Last weekend, I was in Oxford to meet my friend’s one-month old daughter. Resting in her German mother’s arms, the newborn had spent the past weeks hearing her father and grandmother cooing over her in Persian, while her other grandmother, over from Germany, sung her berceuses in French. 

How very different her first impressions of life would have been had she been born three years earlier, during the Covid-19 pandemic. Her international family would have struggled to visit. Masks would have concealed moving lips, and touch and embraces would have been cautiously distributed.

Her language development could have even taken a hit, according to new research. Interviewing 153 children between 18 and 31 months born between October 2019 and December 2020, Spanish linguists and psychologists have found that children born during the pandemic use fewer words and simpler sentences. While my friend’s baby may have escaped this fate, the study shows children from poorer backgrounds are most exposed.

Whether the Hungarian president, Viktor Orbán, can ever find a common language with his European counterparts and above all, Ukrainian president Volodymyr Zelensky, remains to be seen. The meeting of the European Council, which takes place today and tomorrow, will see him and other European heads of states discuss continued European funding of Ukrainian war efforts against Russia as well as Kyiv’s EU candidature. Political scientists Stefan Woff and Tetyana Malyarenko fill you in on the summit’s far-reaching implications.

As for the outcome of another critical summit, COP28, climate scientists deliver their first stinging verdict on the agreement reached on fossil fuels. While a definite step back, read until the very end for hope.

Natalie Sauer

Editor, The Conversation Europe, and "En anglais"

Children born or raised during lockdown are developing language skills at a slower rate

Eva Murillo Sanz, Universidad Autónoma de Madrid; Irene Rujas Pascual, Universidad Complutense de Madrid; Marta Casla Soler, Universidad Autónoma de Madrid; Miguel Lázaro, Universidad Complutense de Madrid

A new study has studied how the pandemic affected children’s language development

The COP28 climate agreement is a step backwards on fossil fuels

Alaa Al Khourdajie, Imperial College London; Chris Bataille, Columbia University; Lars J Nilsson, Lund University

The distinction between ‘abated’ and ‘unabated’ fossil fuels is crucial, yet remains ambiguous.

Ukraine war: stakes are high for EU and Ukraine ahead of crucial European summit

Stefan Wolff, University of Birmingham; Tetyana Malyarenko, National University Odesa Law Academy

With the prospect of a second Trump presidency halting military aid for Ukraine, it is vital for Kyiv that the EU finds a way to unlock more funding.

EU issues increasingly shaping national elections, research reveals, though left-right divide remains crucial

Marina Costa Lobo, Fondation Maison des Sciences de l'Homme (FMSH)

The Treaty of Lisbon celebrates its 15th anniversary on 13 December. Looking back, experts agree that it played a big part in structuring the EU as we know it. It reinforced the role of Commission President…

Human trafficking, sexual abuse and exploitation: the ‘loss and damage’ from climate change a fund will not compensate

Sonja Ayeb-Karlsson, United Nations University

Though hard to quantify, the social consequences of climate change are vast.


Exercise description
Set down the entries below exactly; drop the pictures.

Top of Provided material

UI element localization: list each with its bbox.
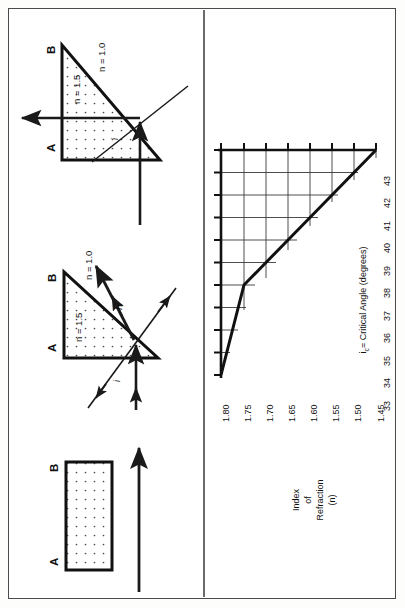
label-angle-i-d2: i xyxy=(112,379,122,382)
y-tick-170: 1.70 xyxy=(265,404,275,422)
y-axis-title-line4: (n) xyxy=(327,494,337,505)
x-tick-39: 39 xyxy=(382,266,392,276)
grid-horizontal xyxy=(244,150,376,310)
label-b-d3: B xyxy=(48,464,60,472)
slab-body xyxy=(66,462,112,570)
y-tick-labels: 1.80 1.75 1.70 1.65 1.60 1.55 1.50 1.45 xyxy=(221,404,386,422)
normal-arrow-lower xyxy=(96,384,106,398)
x-tick-36: 36 xyxy=(382,333,392,343)
x-tick-41: 41 xyxy=(382,221,392,231)
x-axis-title: ic= Critical Angle (degrees) xyxy=(358,247,370,354)
label-n-inside-d2: n = 1.5 xyxy=(73,313,84,342)
label-n-outside-d1: n = 1.0 xyxy=(96,43,107,72)
x-tick-40: 40 xyxy=(382,243,392,253)
x-tick-42: 42 xyxy=(382,198,392,208)
diagram-rectangular-slab: A B xyxy=(48,448,139,592)
label-n-inside-d1: n = 1.5 xyxy=(71,75,82,104)
y-tick-160: 1.60 xyxy=(309,404,319,422)
normal-arrow-upper xyxy=(158,296,170,312)
y-axis-title-line3: Refraction xyxy=(315,479,325,520)
ray-diagrams-svg: A B n = 1.5 n = 1.0 i xyxy=(0,0,204,608)
x-tick-37: 37 xyxy=(382,311,392,321)
diagram-total-internal-reflection: A B n = 1.5 n = 1.0 i xyxy=(22,43,188,225)
label-a-d1: A xyxy=(45,144,57,152)
x-tick-35: 35 xyxy=(382,356,392,366)
ray-diagrams-panel: A B n = 1.5 n = 1.0 i xyxy=(0,0,204,608)
critical-angle-chart-svg: 33 34 35 36 37 38 39 40 41 42 43 1.80 1.… xyxy=(204,0,405,608)
critical-angle-chart-panel: 33 34 35 36 37 38 39 40 41 42 43 1.80 1.… xyxy=(204,0,405,608)
label-n-outside-d2: n = 1.0 xyxy=(83,251,94,280)
y-tick-145: 1.45 xyxy=(376,404,386,422)
x-tick-43: 43 xyxy=(382,176,392,186)
chart-plot-area xyxy=(214,143,376,378)
y-tick-180: 1.80 xyxy=(221,404,231,422)
label-ray-r-d2: R xyxy=(113,303,124,310)
y-axis-title-line2: of xyxy=(303,496,313,504)
x-tick-38: 38 xyxy=(382,288,392,298)
x-axis-title-rest: = Critical Angle (degrees) xyxy=(358,247,368,348)
x-tick-labels: 33 34 35 36 37 38 39 40 41 42 43 xyxy=(382,176,392,411)
diagram-refraction-reflection: A B n = 1.5 n = 1.0 R i xyxy=(46,251,176,410)
y-tick-155: 1.55 xyxy=(331,404,341,422)
label-a-d2: A xyxy=(46,344,58,352)
y-tick-150: 1.50 xyxy=(353,404,363,422)
x-tick-34: 34 xyxy=(382,378,392,388)
x-axis-title-text: ic= Critical Angle (degrees) xyxy=(358,247,370,354)
y-axis-title: Index of Refraction (n) xyxy=(291,479,337,520)
y-tick-175: 1.75 xyxy=(243,404,253,422)
y-axis-title-line1: Index xyxy=(291,488,301,511)
figure-page: A B n = 1.5 n = 1.0 i xyxy=(0,0,405,608)
label-a-d3: A xyxy=(48,558,60,566)
label-b-d2: B xyxy=(46,274,58,282)
y-tick-165: 1.65 xyxy=(287,404,297,422)
label-b-d1: B xyxy=(45,46,57,54)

Bottom of Provided material

Answer area
UI element localization: list each with its bbox.
label-angle-i-d2: i xyxy=(112,379,122,382)
y-tick-170: 1.70 xyxy=(265,404,275,422)
y-axis-title-line4: (n) xyxy=(327,494,337,505)
x-tick-39: 39 xyxy=(382,266,392,276)
grid-horizontal xyxy=(244,150,376,310)
label-b-d3: B xyxy=(48,464,60,472)
slab-body xyxy=(66,462,112,570)
y-tick-labels: 1.80 1.75 1.70 1.65 1.60 1.55 1.50 1.45 xyxy=(221,404,386,422)
normal-arrow-lower xyxy=(96,384,106,398)
x-tick-36: 36 xyxy=(382,333,392,343)
x-tick-41: 41 xyxy=(382,221,392,231)
x-axis-title: ic= Critical Angle (degrees) xyxy=(358,247,370,354)
label-n-inside-d2: n = 1.5 xyxy=(73,313,84,342)
label-n-outside-d1: n = 1.0 xyxy=(96,43,107,72)
x-tick-40: 40 xyxy=(382,243,392,253)
x-tick-42: 42 xyxy=(382,198,392,208)
diagram-rectangular-slab: A B xyxy=(48,448,139,592)
label-n-inside-d1: n = 1.5 xyxy=(71,75,82,104)
y-tick-160: 1.60 xyxy=(309,404,319,422)
normal-arrow-upper xyxy=(158,296,170,312)
y-axis-title-line3: Refraction xyxy=(315,479,325,520)
ray-diagrams-svg: A B n = 1.5 n = 1.0 i xyxy=(0,0,204,608)
x-tick-37: 37 xyxy=(382,311,392,321)
diagram-total-internal-reflection: A B n = 1.5 n = 1.0 i xyxy=(22,43,188,225)
label-a-d1: A xyxy=(45,144,57,152)
x-tick-35: 35 xyxy=(382,356,392,366)
ray-diagrams-panel: A B n = 1.5 n = 1.0 i xyxy=(0,0,204,608)
critical-angle-chart-svg: 33 34 35 36 37 38 39 40 41 42 43 1.80 1.… xyxy=(204,0,405,608)
critical-angle-chart-panel: 33 34 35 36 37 38 39 40 41 42 43 1.80 1.… xyxy=(204,0,405,608)
label-n-outside-d2: n = 1.0 xyxy=(83,251,94,280)
y-tick-145: 1.45 xyxy=(376,404,386,422)
x-tick-43: 43 xyxy=(382,176,392,186)
chart-plot-area xyxy=(214,143,376,378)
y-tick-180: 1.80 xyxy=(221,404,231,422)
label-ray-r-d2: R xyxy=(113,303,124,310)
y-axis-title-line2: of xyxy=(303,496,313,504)
x-tick-38: 38 xyxy=(382,288,392,298)
x-axis-title-rest: = Critical Angle (degrees) xyxy=(358,247,368,348)
x-tick-labels: 33 34 35 36 37 38 39 40 41 42 43 xyxy=(382,176,392,411)
diagram-refraction-reflection: A B n = 1.5 n = 1.0 R i xyxy=(46,251,176,410)
y-tick-155: 1.55 xyxy=(331,404,341,422)
label-a-d2: A xyxy=(46,344,58,352)
y-tick-150: 1.50 xyxy=(353,404,363,422)
x-tick-34: 34 xyxy=(382,378,392,388)
x-axis-title-text: ic= Critical Angle (degrees) xyxy=(358,247,370,354)
y-axis-title: Index of Refraction (n) xyxy=(291,479,337,520)
y-tick-175: 1.75 xyxy=(243,404,253,422)
y-axis-title-line1: Index xyxy=(291,488,301,511)
figure-page: A B n = 1.5 n = 1.0 i xyxy=(0,0,405,608)
label-a-d3: A xyxy=(48,558,60,566)
label-b-d2: B xyxy=(46,274,58,282)
y-tick-165: 1.65 xyxy=(287,404,297,422)
label-b-d1: B xyxy=(45,46,57,54)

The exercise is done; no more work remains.